The Cheerful Critic
How Margaret Willison '07 turned her love of pop culture into a mini media empire.
Read The StoryProfessor Wendy MacLeod reflects on winning The New Yorker caption contest.
It seems that many people read The New Yorker from back to front, and the desire to win the magazine’s caption contest has replaced the secret screenplay in a drawer. When I was one of three finalists — along with Jason from North Carolina and Marc from Alabama — I heard from everybody, including a childhood neighbor who happened to know two of the finalists. A former student claimed he knew all three. They both insisted that mine was the best, but they might have been saying the same thing to Jason and Marc.
Relatives asked me to tell them my caption, which was a humbling experience: See, there’s a man tending a barbecue with a briefcase on it and his wife stands next to him, looking at him questioningly. My man says to her: “It’s never done.” Okay, it’s not laugh-out-loud funny, but there was an autobiographical truth to it.
There was a surprisingly long wait between announcing the finalists and selecting the winner; acquaintances anxiously Messengered me to see if I’d heard anything. I had no idea when I’d hear or how, or even whether they notified the finalists who hadn’t won. For all I knew Jason or Marc was already throwing a celebratory barbecue.
My husband warned me not to get my hopes up, reminding me that the public doesn’t necessarily know what’s funny, but the public’s votes had gotten me this far. Like Tinder for cartoon-lovers, the New Yorker’s “Cartoon Lounge” invites the reader to swipe through the caption submissions, dubbing them either funny, somewhat funny or unfunny. Once you read a few contenders, you will see that succinctness is all.
This was actually the second time I’d been published in The New Yorker. Years ago, they used a squib I’d found in an Ohio real estate brochure, in which a farmhouse was advertised as having “Wayne’s coating.” (The New Yorker’s rejoinder was: Wayne lives next door, however.) But my squib didn’t generate the same kind of heat.
Three weeks later, I was reading my email at the public library when the digital version of The New Yorker arrived in my inbox. When I stealthily went to the cartoon page to see if the results were out, it reminded me of the day after auditions in college, when I’d have to walk nonchalantly down the hill to see the final cast list posted. Given that nobody from The New Yorker had contacted me, I didn’t have high hopes. But there I was!
Winning the caption contest earned me 300 likes on Facebook, and I graciously thanked the friends who had voted for me, especially since voting required a brief but trying registration process. One friend wondered if my victory was fair given that I was professionally funny, but captions require dialogue, so who better than a playwright to supply the missing line? Marc from Alabama, who is probably not a playwright, had his man saying: “Did I tell you I quit my job today?” In the business, I’m afraid we call that expositional dialogue.
A surprising number of people wanted to know what I’d won. The short answer is nothing. I somehow imagined The New Yorker would send me a framed print but that was not forthcoming. Many people asked whether I’d submitted a lot of captions before finally winning. I had tendered a few early on, but feeling aggrieved when they failed to recognize my genius, I’d stopped. Someone told me they have a friend who always submits the same caption, certain that at some point he’ll win, like the monkeys with typewriters who eventually come up with Shakespeare.
I’m now submitting captions weekly and I have a fantasy which involves The New Yorker cartoon editors being repeatedly dazzled and inviting me to join their stable. Everybody moans about how impossible it is to keep up with their New Yorkers so I have a cartoon in mind. Picture a tombstone with an epitaph that reads: “She Kept Up.”
Wendy MacLeod ’81 P’15,’17 is the James E. Michael Playwright-in-Residence at Kenyon College. Her play “The House of Yes” is a Miramax film and her prose has appeared in The New York Times, The Washington Post and POETRY, on Salon, The Rumpus and McSweeney’s Internet Tendency, and on “All Things Considered.”
Editor's note: In March 2018, Professor of French Mort Guiney joined MacLeod as a fellow winner of the New Yorker Cartoon Caption Contest. Congratulations!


Task objective: The expected answer comprises all lines from the entries that contain the string "potential".

The input:
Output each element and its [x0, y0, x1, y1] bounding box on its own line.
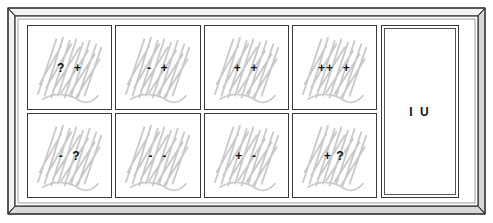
grid-cell[interactable]: - - — [115, 113, 200, 198]
grid-cell-label: + ? — [293, 114, 376, 197]
grid-cell[interactable]: + - — [204, 113, 289, 198]
grid-cell-label: - - — [116, 114, 199, 197]
right-panel[interactable]: I U — [381, 25, 459, 198]
grid-cell-label: - ? — [28, 114, 111, 197]
grid-cell[interactable]: - + — [115, 25, 200, 110]
grid-cell-label: + - — [205, 114, 288, 197]
grid-cell[interactable]: - ? — [27, 113, 112, 198]
grid-cell-label: ++ + — [293, 26, 376, 109]
grid-cell-label: ? + — [28, 26, 111, 109]
grid-cell[interactable]: ++ + — [292, 25, 377, 110]
diagram-case: ? + - + + + — [0, 0, 493, 223]
grid-cell[interactable]: + + — [204, 25, 289, 110]
grid-cell-label: + + — [205, 26, 288, 109]
grid-cell-label: - + — [116, 26, 199, 109]
right-panel-label: I U — [385, 29, 455, 194]
grid-cell[interactable]: ? + — [27, 25, 112, 110]
grid-cell[interactable]: + ? — [292, 113, 377, 198]
sign-grid: ? + - + + + — [27, 25, 377, 198]
right-panel-inner: I U — [384, 28, 456, 195]
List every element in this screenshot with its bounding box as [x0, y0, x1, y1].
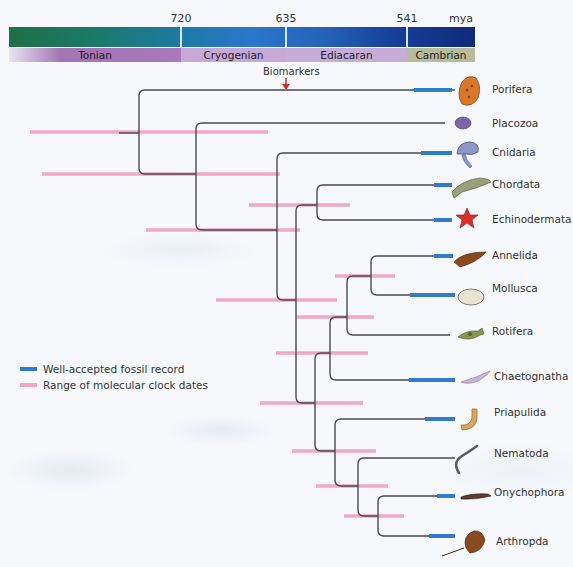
biomarker-arrow-icon [282, 78, 290, 90]
node-annelid-mollusc [371, 256, 453, 276]
node-root [139, 90, 455, 133]
sponge-icon [459, 77, 480, 105]
node-spiralia [330, 317, 347, 353]
taxon-priapulida: Priapulida [494, 406, 546, 418]
rotifer-icon [458, 328, 484, 339]
taxon-echinodermata: Echinodermata [492, 213, 572, 225]
jellyfish-icon [457, 142, 478, 168]
molecular-clock-ranges [30, 132, 404, 516]
tree-branches [119, 90, 455, 536]
node-ecdysozoa [335, 419, 455, 451]
phylogenetic-tree [0, 0, 573, 567]
placozoan-icon [455, 117, 471, 129]
taxon-annelida: Annelida [492, 249, 538, 261]
taxon-cnidaria: Cnidaria [492, 146, 536, 158]
taxon-chaetognatha: Chaetognatha [494, 370, 568, 382]
legend-label-fossil: Well-accepted fossil record [43, 363, 184, 375]
taxon-onychophora: Onychophora [494, 486, 564, 498]
taxon-mollusca: Mollusca [492, 282, 538, 294]
node-lophotrochozoa [347, 276, 371, 317]
legend-item-fossil: Well-accepted fossil record [20, 361, 208, 377]
taxon-porifera: Porifera [492, 83, 533, 95]
starfish-icon [456, 208, 478, 228]
arrow-worm-icon [461, 371, 490, 383]
node-deuterostomia [317, 185, 452, 205]
nematode-icon [456, 446, 477, 473]
taxon-nematoda: Nematoda [494, 447, 549, 459]
taxon-arthropda: Arthropda [496, 535, 549, 547]
velvet-worm-icon [461, 494, 491, 499]
node-nematoda [358, 458, 455, 486]
node-protostomia [315, 353, 330, 403]
taxon-chordata: Chordata [492, 178, 540, 190]
fossil-swatch-icon [20, 367, 37, 371]
node-cnidaria [277, 153, 450, 230]
fish-icon [452, 178, 491, 198]
taxon-rotifera: Rotifera [492, 325, 533, 337]
clock-swatch-icon [20, 383, 37, 387]
node-bilateria-trunk [296, 205, 317, 300]
legend-item-clock: Range of molecular clock dates [20, 377, 208, 393]
legend: Well-accepted fossil record Range of mol… [20, 361, 208, 393]
taxon-placozoa: Placozoa [492, 117, 538, 129]
fossil-records [409, 90, 455, 536]
mollusc-icon [458, 289, 484, 305]
legend-label-clock: Range of molecular clock dates [43, 379, 208, 391]
node-panarthropoda [378, 496, 455, 516]
priapulid-icon [461, 409, 477, 430]
annelid-icon [454, 252, 486, 267]
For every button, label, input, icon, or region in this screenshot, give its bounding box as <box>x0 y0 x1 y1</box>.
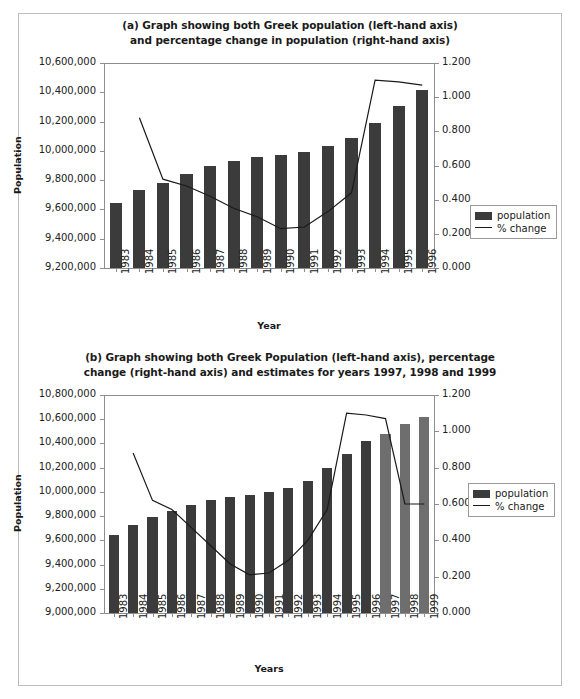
legend-label-population: population <box>497 209 550 222</box>
legend-row-population: population <box>475 209 550 222</box>
chart-b-title: (b) Graph showing both Greek Population … <box>70 350 510 380</box>
legend-label-change: % change <box>495 500 544 513</box>
percent-change-path <box>133 413 424 575</box>
legend-row-population: population <box>473 487 548 500</box>
chart-b-plot: 9,000,0009,200,0009,400,0009,600,0009,80… <box>0 387 580 699</box>
population-swatch-icon <box>473 490 490 498</box>
legend-label-change: % change <box>497 222 546 235</box>
chart-b-panel: (b) Graph showing both Greek Population … <box>0 350 580 690</box>
y-axis-title: Population <box>12 474 23 532</box>
y-axis-title: Population <box>12 136 23 194</box>
chart-a-title-line2: and percentage change in population (rig… <box>70 33 510 48</box>
chart-a-title: (a) Graph showing both Greek population … <box>70 18 510 48</box>
chart-b-title-line2: change (right-hand axis) and estimates f… <box>70 365 510 380</box>
chart-legend: population% change <box>470 205 557 239</box>
x-axis-title: Year <box>104 320 434 331</box>
chart-b-title-line1: (b) Graph showing both Greek Population … <box>70 350 510 365</box>
chart-a-title-line1: (a) Graph showing both Greek population … <box>70 18 510 33</box>
percent-change-line <box>0 387 580 699</box>
legend-row-change: % change <box>473 500 548 513</box>
population-swatch-icon <box>475 212 492 220</box>
legend-label-population: population <box>495 487 548 500</box>
legend-row-change: % change <box>475 222 550 235</box>
change-line-icon <box>475 227 492 228</box>
change-line-icon <box>473 505 490 506</box>
percent-change-path <box>139 80 422 229</box>
chart-legend: population% change <box>468 483 555 517</box>
figure-page: (a) Graph showing both Greek population … <box>0 0 580 699</box>
chart-a-panel: (a) Graph showing both Greek population … <box>0 18 580 348</box>
x-axis-title: Years <box>104 663 434 674</box>
chart-a-plot: 9,200,0009,400,0009,600,0009,800,00010,0… <box>0 55 580 355</box>
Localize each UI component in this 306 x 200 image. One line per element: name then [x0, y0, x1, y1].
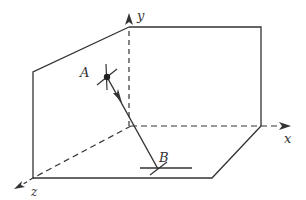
- z-axis-arrow-icon: [14, 181, 25, 189]
- coordinate-diagram: y x z A B: [0, 0, 306, 200]
- x-axis-label: x: [284, 131, 292, 146]
- point-a-label: A: [79, 65, 89, 80]
- x-axis-arrow-icon: [279, 122, 291, 130]
- point-a-marker: [97, 64, 117, 90]
- floor-plane: [33, 126, 261, 178]
- back-plane: [129, 27, 261, 126]
- z-axis-label: z: [30, 185, 38, 199]
- left-plane: [33, 27, 129, 178]
- z-axis: [14, 126, 131, 189]
- x-axis: [131, 122, 291, 130]
- y-axis-label: y: [136, 8, 145, 23]
- point-b-label: B: [158, 150, 169, 165]
- trajectory-line: [107, 77, 158, 169]
- y-axis-arrow-icon: [125, 13, 133, 25]
- y-axis: [125, 13, 133, 126]
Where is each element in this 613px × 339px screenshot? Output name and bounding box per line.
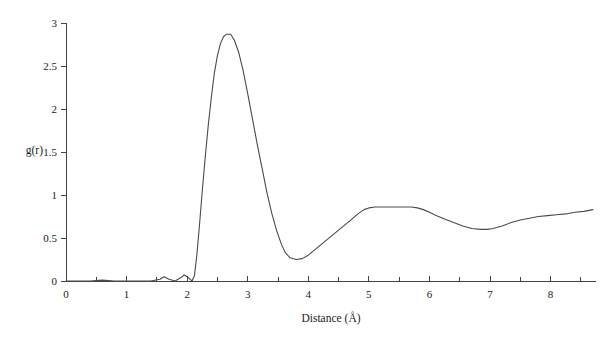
- x-tick-label: 4: [306, 288, 312, 300]
- x-axis-tick-labels: 012345678: [63, 288, 554, 300]
- y-axis-tick-labels: 00.511.522.53: [43, 17, 57, 287]
- x-tick-label: 1: [124, 288, 130, 300]
- x-tick-label: 7: [487, 288, 493, 300]
- x-axis-title: Distance (Å): [301, 311, 360, 325]
- x-tick-label: 6: [427, 288, 433, 300]
- y-tick-label: 3: [52, 17, 58, 29]
- x-tick-label: 2: [184, 288, 190, 300]
- y-axis: 00.511.522.53: [43, 17, 67, 287]
- y-tick-label: 0.5: [43, 232, 57, 244]
- y-axis-title: g(r): [26, 144, 43, 157]
- x-tick-label: 5: [366, 288, 372, 300]
- chart-canvas: 00.511.522.53 012345678 g(r) Distance (Å…: [0, 0, 613, 339]
- x-tick-label: 0: [63, 288, 69, 300]
- y-tick-label: 1: [52, 189, 58, 201]
- y-tick-label: 2: [52, 103, 58, 115]
- x-axis: 012345678: [63, 276, 596, 300]
- y-tick-label: 2.5: [43, 60, 57, 72]
- y-tick-label: 0: [52, 275, 58, 287]
- x-tick-label: 3: [245, 288, 251, 300]
- y-tick-label: 1.5: [43, 146, 57, 158]
- radial-distribution-function-chart: 00.511.522.53 012345678 g(r) Distance (Å…: [0, 0, 613, 339]
- x-tick-label: 8: [548, 288, 554, 300]
- gr-curve: [66, 34, 593, 281]
- plot-series-group: [66, 34, 593, 281]
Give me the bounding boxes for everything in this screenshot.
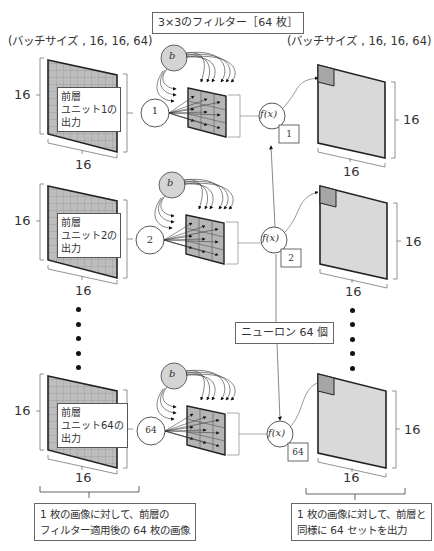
neuron-count-box: ニューロン 64 個 bbox=[235, 322, 334, 344]
cnn-diagram bbox=[0, 0, 434, 551]
row2-height-dim: 16 bbox=[14, 213, 31, 228]
ellipsis-dot bbox=[76, 351, 81, 356]
row2-out-height-dim: 16 bbox=[405, 234, 422, 249]
row1-bias-label: b bbox=[169, 50, 175, 61]
right-note-line-2: 同様に 64 セットを出力 bbox=[297, 522, 426, 538]
row2-out-width-dim: 16 bbox=[345, 284, 362, 299]
ellipsis-dot bbox=[350, 308, 355, 313]
row2-activation-label: f(x) bbox=[262, 232, 279, 243]
left-note-line-1: 1 枚の画像に対して、前層の bbox=[40, 506, 190, 522]
ellipsis-dot bbox=[76, 322, 81, 327]
row1-activation-label: f(x) bbox=[260, 108, 277, 119]
row1-out-width-dim: 16 bbox=[343, 164, 360, 179]
neuron-link-down bbox=[277, 343, 280, 420]
ellipsis-dot bbox=[350, 322, 355, 327]
ellipsis-dot bbox=[76, 307, 81, 312]
row1-width-dim: 16 bbox=[75, 157, 92, 172]
row64-bias-label: b bbox=[169, 368, 175, 379]
row1-unit-label: 1 bbox=[148, 105, 162, 116]
ellipsis-dot bbox=[350, 337, 355, 342]
row64-unit-label: 64 bbox=[142, 425, 160, 435]
row64-activation-label: f(x) bbox=[268, 427, 285, 438]
ellipsis-dot bbox=[76, 336, 81, 341]
left-note-line-2: フィルター適用後の 64 枚の画像 bbox=[40, 522, 190, 538]
row64-width-dim: 16 bbox=[75, 470, 92, 485]
row1-input-label: 前層 ユニット1の 出力 bbox=[57, 87, 121, 132]
ellipsis-dot bbox=[350, 366, 355, 371]
row64-height-dim: 16 bbox=[14, 403, 31, 418]
right-footer-note: 1 枚の画像に対して、前層と 同様に 64 セットを出力 bbox=[291, 503, 432, 541]
row64-out-height-dim: 16 bbox=[404, 422, 421, 437]
row2-input-label: 前層 ユニット2の 出力 bbox=[57, 213, 121, 258]
row64-input-label: 前層 ユニット64の 出力 bbox=[57, 403, 128, 448]
row1-height-dim: 16 bbox=[14, 87, 31, 102]
left-footer-note: 1 枚の画像に対して、前層の フィルター適用後の 64 枚の画像 bbox=[34, 503, 196, 541]
row1-neuron-index: 1 bbox=[279, 129, 299, 139]
ellipsis-dot bbox=[76, 365, 81, 370]
row2-width-dim: 16 bbox=[75, 283, 92, 298]
row64-neuron-index: 64 bbox=[288, 447, 308, 457]
ellipsis-dot bbox=[350, 351, 355, 356]
row2-unit-label: 2 bbox=[143, 234, 157, 245]
row2-bias-label: b bbox=[167, 177, 173, 188]
row1-out-height-dim: 16 bbox=[403, 112, 420, 127]
row64-out-width-dim: 16 bbox=[343, 470, 360, 485]
row2-neuron-index: 2 bbox=[281, 253, 301, 263]
right-note-line-1: 1 枚の画像に対して、前層と bbox=[297, 506, 426, 522]
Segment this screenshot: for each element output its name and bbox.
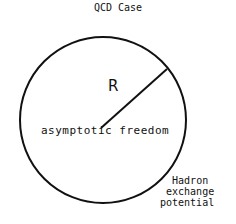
radius-label: R [108,77,118,95]
outer-label-line-2: exchange [160,186,214,197]
outer-region-label: Hadron exchange potential [160,175,214,208]
outer-label-line-1: Hadron [160,175,214,186]
outer-label-line-3: potential [160,197,214,208]
inner-region-label: asymptotic freedom [41,124,169,137]
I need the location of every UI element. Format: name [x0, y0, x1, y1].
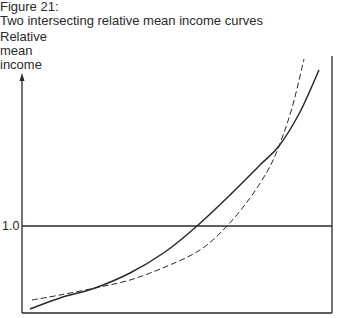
- curve-dashed: [32, 59, 304, 300]
- y-axis-arrow-icon: [20, 73, 25, 81]
- chart-plot: [0, 0, 339, 318]
- curve-solid: [30, 70, 319, 309]
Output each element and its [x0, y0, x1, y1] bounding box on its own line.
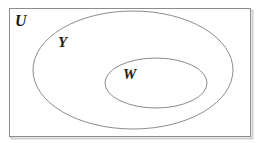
universe-label: U	[15, 13, 27, 29]
venn-diagram-canvas: U Y W	[0, 0, 259, 143]
set-y-label: Y	[58, 35, 67, 50]
set-w-label: W	[123, 67, 136, 82]
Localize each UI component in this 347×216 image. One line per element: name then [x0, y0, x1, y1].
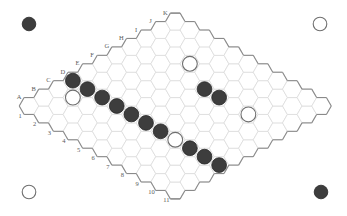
row-label-4: 4	[62, 137, 66, 144]
black-stone-D3	[95, 90, 110, 105]
black-stone-D11	[212, 158, 227, 173]
hex-board: ABCDEFGHIJK1234567891011	[0, 0, 347, 216]
row-label-11: 11	[163, 196, 169, 203]
column-label-J: J	[149, 17, 152, 24]
column-label-G: G	[104, 42, 109, 49]
hex-board-svg: ABCDEFGHIJK1234567891011	[0, 0, 347, 216]
black-stone-H7	[212, 90, 227, 105]
row-label-10: 10	[148, 188, 155, 195]
column-label-D: D	[61, 68, 66, 75]
board-cells	[19, 13, 331, 199]
row-label-5: 5	[77, 146, 80, 153]
bottom-right-black-player-marker	[314, 185, 328, 199]
row-label-2: 2	[33, 120, 36, 127]
black-stone-D4	[109, 99, 124, 114]
row-label-6: 6	[91, 154, 95, 161]
black-stone-D10	[197, 149, 212, 164]
column-label-B: B	[31, 85, 36, 92]
white-stone-H9	[241, 107, 256, 122]
black-stone-D2	[80, 82, 95, 97]
white-stone-C2	[65, 90, 80, 105]
column-label-A: A	[17, 93, 22, 100]
row-label-7: 7	[106, 163, 110, 170]
column-label-E: E	[76, 59, 80, 66]
top-right-white-player-marker	[313, 17, 327, 31]
black-stone-D6	[139, 115, 154, 130]
black-stone-D1	[65, 73, 80, 88]
row-label-9: 9	[135, 180, 138, 187]
black-stone-D7	[153, 124, 168, 139]
black-stone-D9	[182, 141, 197, 156]
row-label-3: 3	[48, 129, 51, 136]
white-stone-I4	[182, 56, 197, 71]
black-stone-H6	[197, 82, 212, 97]
column-label-F: F	[90, 51, 94, 58]
row-label-8: 8	[121, 171, 124, 178]
column-label-I: I	[135, 26, 137, 33]
row-label-1: 1	[18, 112, 21, 119]
bottom-left-white-player-marker	[22, 185, 36, 199]
top-left-black-player-marker	[22, 17, 36, 31]
column-label-C: C	[46, 76, 50, 83]
black-stone-D5	[124, 107, 139, 122]
column-label-H: H	[119, 34, 124, 41]
column-label-K: K	[163, 9, 168, 16]
white-stone-D8	[168, 132, 183, 147]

Result of the task:
outer-region-label: Hadron exchange potential [160,175,214,208]
outer-label-line-3: potential [160,197,214,208]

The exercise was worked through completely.